Q&A with RUMBO and Ashley Harder
Jamie Cowgill and Ashley Harder
In parts of our city like West Phoenix, neighbors are feeling extreme heat more than others because their neighborhoods haven’t seen the same level of investment as other parts of Phoenix. There are fewer trees and shaded spaces, older infrastructure, hotter streets and sidewalks, and many families are under financial pressure when trying to afford to keep their homes cool and safe.
I really appreciate the climate justice advocacy that’s been building in West Phoenix and Maryvale, including from newer groups like RUMBO. The community has become more organized and vocal about the need for real investment, healthier neighborhoods, and long-term solutions.
I participated in RUMBO’s questionnaire to share my priorities for District 4 and how we approach these challenges as a city.
RUMBO: How have you engaged in environmental or climate-related work, either professionally or in your community?
When you work in Phoenix building spaces, you quickly learn that sustainability means responding to our climate realities, especially extreme heat.
I started Harder Development in 2009 to repurpose vacant, blighted, and sometimes historic properties to lease to small local businesses and entrepreneurs. To me, that has always been environmental and climate work in practice. At the time, I wasn’t seeing enough emphasis in Arizona’s building culture on limiting construction waste, reusing existing buildings, or diverting materials from our landfills.
Adaptive reuse is fundamentally about using what we already have to meet current community needs in a more sustainable way. Over time, I expanded that work to include sourcing recycled and salvaged materials, integrating energy efficient systems, and designing with heat mitigation and passive cooling strategies in mind.
I believe the future of resilient cities and neighborhoods will depend on our ability to thoughtfully conserve and adapt what we already have while further investing into healthier, more equitable communities for future generations.
RUMBO: Maryvale experiences some of the highest levels of extreme heat exposure in Phoenix. What specific policy priorities would you focus on to address this if elected?
My approach to extreme heat is to ask a few simple questions: what can we do immediately, what’s already working that we can scale up? Then, how do we create community-informed policies that actually address these unique challenges?
Immediately, we know cooling and heat respite centers work. We need more of them, more partnerships behind them, and directing residents and workers to where heat relief is available. Heat relief is still a relatively new public safety practice, and is only effective if people know it exists.
We also need to do a better job connecting residents to utility assistance programs that many families may not know about or realize they qualify for. Programs through APS, SRP, and LIHEAP can provide financial relief, but outreach and enrollment need to improve.
Long-term policy priorities should focus on community-led neighborhood reinvestment, shade and cooling infrastructure, weatherization programs for older homes, safer streets, and better connections to transit corridors. These investments make our neighborhoods safer and more comfortable during extreme heat, and that’s a big part of my Healthy Connected Neighborhoods priority.
Too often, through our urban planning efforts, we miss opportunities to create shade or provide tree canopy because we’re focused on compliance and detractions from our sustainability goals. As Phoenix continues to get hotter, every planning effort and development project should be looked at through the lens of heat resilience and long-term livability.
We’ll know we’ve succeeded when neighbors can comfortably and safely walk to transit, school, parks, and cooling centers in their community.
RUMBO: What role do you believe community members should play in shaping climate and environmental solutions in their neighborhoods?
What I continue to hear from residents and organizers in West Phoenix is that people want to see real action and investment they can actually feel in daily life. Residents know where shade is missing, where intersections feel unsafe, where bus stops are difficult to access in extreme heat, and what investments would make the biggest difference.
Community members should be at the center of conversations around climate and neighborhood investment, not brought in after decisions are already made. The people living with these challenges every day know their neighborhoods best.
A good example of this is the BRT line planned along 35th Avenue in District 4. During conversations with planners, it became clear there wasn’t enough integration with the city’s sustainability and equitable mobility goals.
If we’re investing in the surrounding neighborhoods that means cool corridors, shaded bus stops and safe walking routes that make it easier for neighbors to actually access transit during extreme heat.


▶ _Exercise details_: The expected output is every line below, reproduced exactly.

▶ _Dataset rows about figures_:
┌──

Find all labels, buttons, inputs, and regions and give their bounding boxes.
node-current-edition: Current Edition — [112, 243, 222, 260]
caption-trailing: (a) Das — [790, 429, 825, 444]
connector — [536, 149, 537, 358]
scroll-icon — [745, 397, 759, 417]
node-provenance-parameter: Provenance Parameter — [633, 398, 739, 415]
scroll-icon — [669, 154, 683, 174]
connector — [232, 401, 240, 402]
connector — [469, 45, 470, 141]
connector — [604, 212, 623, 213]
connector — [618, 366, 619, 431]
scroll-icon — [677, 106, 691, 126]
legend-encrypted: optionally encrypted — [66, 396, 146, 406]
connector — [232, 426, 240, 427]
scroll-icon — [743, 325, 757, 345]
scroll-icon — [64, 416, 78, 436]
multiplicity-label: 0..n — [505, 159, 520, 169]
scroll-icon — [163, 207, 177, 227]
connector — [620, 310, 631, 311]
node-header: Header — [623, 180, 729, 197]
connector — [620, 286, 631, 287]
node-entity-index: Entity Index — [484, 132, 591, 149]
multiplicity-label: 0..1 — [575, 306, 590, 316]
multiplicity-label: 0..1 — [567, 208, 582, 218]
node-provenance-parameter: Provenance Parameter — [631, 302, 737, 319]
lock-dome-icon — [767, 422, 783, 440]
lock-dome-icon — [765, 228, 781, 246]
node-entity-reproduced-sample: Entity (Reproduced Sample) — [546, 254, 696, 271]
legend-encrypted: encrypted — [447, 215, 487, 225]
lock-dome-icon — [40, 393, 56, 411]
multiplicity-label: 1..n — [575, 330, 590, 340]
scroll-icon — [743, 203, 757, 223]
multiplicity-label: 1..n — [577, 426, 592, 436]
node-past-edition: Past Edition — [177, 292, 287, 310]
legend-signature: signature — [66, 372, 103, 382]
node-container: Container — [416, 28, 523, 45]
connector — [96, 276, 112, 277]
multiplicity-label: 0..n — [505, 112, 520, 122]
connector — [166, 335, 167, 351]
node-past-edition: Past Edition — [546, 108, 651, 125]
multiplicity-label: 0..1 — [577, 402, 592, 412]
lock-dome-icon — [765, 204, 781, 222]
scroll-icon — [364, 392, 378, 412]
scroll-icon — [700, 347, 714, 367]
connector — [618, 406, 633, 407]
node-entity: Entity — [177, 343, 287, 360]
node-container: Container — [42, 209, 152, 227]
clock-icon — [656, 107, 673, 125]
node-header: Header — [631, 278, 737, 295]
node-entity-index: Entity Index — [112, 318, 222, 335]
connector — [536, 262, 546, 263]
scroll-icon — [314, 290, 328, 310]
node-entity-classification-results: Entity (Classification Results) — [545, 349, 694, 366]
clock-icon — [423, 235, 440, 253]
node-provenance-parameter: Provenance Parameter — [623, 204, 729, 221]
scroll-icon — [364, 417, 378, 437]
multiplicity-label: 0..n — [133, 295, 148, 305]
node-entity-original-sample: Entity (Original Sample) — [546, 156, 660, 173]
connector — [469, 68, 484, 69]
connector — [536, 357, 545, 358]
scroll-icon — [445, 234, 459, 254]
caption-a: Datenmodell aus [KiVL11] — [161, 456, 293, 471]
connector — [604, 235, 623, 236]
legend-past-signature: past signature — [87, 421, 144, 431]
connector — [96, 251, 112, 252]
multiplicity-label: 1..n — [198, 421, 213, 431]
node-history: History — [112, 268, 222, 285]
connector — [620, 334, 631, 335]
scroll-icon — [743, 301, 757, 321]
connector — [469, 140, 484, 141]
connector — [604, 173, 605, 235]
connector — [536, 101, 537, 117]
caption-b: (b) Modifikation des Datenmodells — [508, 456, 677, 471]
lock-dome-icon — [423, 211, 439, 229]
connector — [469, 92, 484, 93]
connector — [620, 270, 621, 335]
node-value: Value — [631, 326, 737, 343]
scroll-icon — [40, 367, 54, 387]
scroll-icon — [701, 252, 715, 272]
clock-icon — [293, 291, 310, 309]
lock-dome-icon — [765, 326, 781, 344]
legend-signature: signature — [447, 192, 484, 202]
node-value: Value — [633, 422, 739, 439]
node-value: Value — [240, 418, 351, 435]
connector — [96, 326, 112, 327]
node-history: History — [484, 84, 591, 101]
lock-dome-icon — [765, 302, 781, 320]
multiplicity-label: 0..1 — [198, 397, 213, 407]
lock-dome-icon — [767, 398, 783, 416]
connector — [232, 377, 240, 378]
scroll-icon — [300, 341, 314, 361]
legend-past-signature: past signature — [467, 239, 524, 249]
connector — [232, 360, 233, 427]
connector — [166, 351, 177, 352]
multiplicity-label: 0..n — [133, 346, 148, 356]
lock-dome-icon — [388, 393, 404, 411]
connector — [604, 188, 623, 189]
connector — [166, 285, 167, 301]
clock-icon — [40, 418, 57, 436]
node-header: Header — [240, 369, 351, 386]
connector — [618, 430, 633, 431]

└──

▶ _Written solution_:
Find all labels, buttons, inputs, and regions and give their bounding boxes.
node-current-edition: Current Edition — [112, 243, 222, 260]
caption-trailing: (a) Das — [790, 429, 825, 444]
connector — [536, 149, 537, 358]
scroll-icon — [745, 397, 759, 417]
node-provenance-parameter: Provenance Parameter — [633, 398, 739, 415]
scroll-icon — [669, 154, 683, 174]
connector — [232, 401, 240, 402]
connector — [469, 45, 470, 141]
connector — [604, 212, 623, 213]
connector — [618, 366, 619, 431]
scroll-icon — [677, 106, 691, 126]
legend-encrypted: optionally encrypted — [66, 396, 146, 406]
connector — [232, 426, 240, 427]
scroll-icon — [743, 325, 757, 345]
scroll-icon — [64, 416, 78, 436]
multiplicity-label: 0..n — [505, 159, 520, 169]
scroll-icon — [163, 207, 177, 227]
connector — [620, 310, 631, 311]
node-header: Header — [623, 180, 729, 197]
connector — [620, 286, 631, 287]
node-entity-index: Entity Index — [484, 132, 591, 149]
multiplicity-label: 0..1 — [575, 306, 590, 316]
multiplicity-label: 0..1 — [567, 208, 582, 218]
node-provenance-parameter: Provenance Parameter — [631, 302, 737, 319]
lock-dome-icon — [767, 422, 783, 440]
lock-dome-icon — [765, 228, 781, 246]
node-entity-reproduced-sample: Entity (Reproduced Sample) — [546, 254, 696, 271]
legend-encrypted: encrypted — [447, 215, 487, 225]
lock-dome-icon — [40, 393, 56, 411]
multiplicity-label: 1..n — [575, 330, 590, 340]
scroll-icon — [743, 203, 757, 223]
multiplicity-label: 1..n — [577, 426, 592, 436]
node-past-edition: Past Edition — [177, 292, 287, 310]
legend-signature: signature — [66, 372, 103, 382]
node-container: Container — [416, 28, 523, 45]
connector — [96, 276, 112, 277]
multiplicity-label: 0..n — [505, 112, 520, 122]
connector — [166, 335, 167, 351]
node-past-edition: Past Edition — [546, 108, 651, 125]
multiplicity-label: 0..1 — [577, 402, 592, 412]
lock-dome-icon — [765, 204, 781, 222]
scroll-icon — [364, 392, 378, 412]
scroll-icon — [700, 347, 714, 367]
connector — [618, 406, 633, 407]
node-entity: Entity — [177, 343, 287, 360]
node-container: Container — [42, 209, 152, 227]
clock-icon — [656, 107, 673, 125]
node-header: Header — [631, 278, 737, 295]
node-entity-index: Entity Index — [112, 318, 222, 335]
connector — [536, 262, 546, 263]
scroll-icon — [314, 290, 328, 310]
node-entity-classification-results: Entity (Classification Results) — [545, 349, 694, 366]
clock-icon — [423, 235, 440, 253]
node-provenance-parameter: Provenance Parameter — [623, 204, 729, 221]
scroll-icon — [364, 417, 378, 437]
multiplicity-label: 0..n — [133, 295, 148, 305]
node-entity-original-sample: Entity (Original Sample) — [546, 156, 660, 173]
connector — [469, 68, 484, 69]
connector — [536, 357, 545, 358]
scroll-icon — [445, 234, 459, 254]
caption-a: Datenmodell aus [KiVL11] — [161, 456, 293, 471]
connector — [604, 235, 623, 236]
legend-past-signature: past signature — [87, 421, 144, 431]
connector — [96, 251, 112, 252]
multiplicity-label: 1..n — [198, 421, 213, 431]
node-history: History — [112, 268, 222, 285]
connector — [620, 334, 631, 335]
scroll-icon — [743, 301, 757, 321]
connector — [469, 140, 484, 141]
connector — [604, 173, 605, 235]
connector — [536, 101, 537, 117]
caption-b: (b) Modifikation des Datenmodells — [508, 456, 677, 471]
lock-dome-icon — [423, 211, 439, 229]
connector — [469, 92, 484, 93]
connector — [620, 270, 621, 335]
node-value: Value — [631, 326, 737, 343]
scroll-icon — [40, 367, 54, 387]
scroll-icon — [701, 252, 715, 272]
clock-icon — [293, 291, 310, 309]
lock-dome-icon — [765, 326, 781, 344]
legend-signature: signature — [447, 192, 484, 202]
node-value: Value — [633, 422, 739, 439]
node-value: Value — [240, 418, 351, 435]
connector — [96, 326, 112, 327]
node-history: History — [484, 84, 591, 101]
lock-dome-icon — [765, 302, 781, 320]
multiplicity-label: 0..1 — [198, 397, 213, 407]
lock-dome-icon — [767, 398, 783, 416]
connector — [232, 377, 240, 378]
scroll-icon — [300, 341, 314, 361]
legend-past-signature: past signature — [467, 239, 524, 249]
connector — [232, 360, 233, 427]
connector — [166, 351, 177, 352]
multiplicity-label: 0..n — [133, 346, 148, 356]
lock-dome-icon — [388, 393, 404, 411]
connector — [604, 188, 623, 189]
connector — [166, 285, 167, 301]
clock-icon — [40, 418, 57, 436]
node-header: Header — [240, 369, 351, 386]
connector — [618, 430, 633, 431]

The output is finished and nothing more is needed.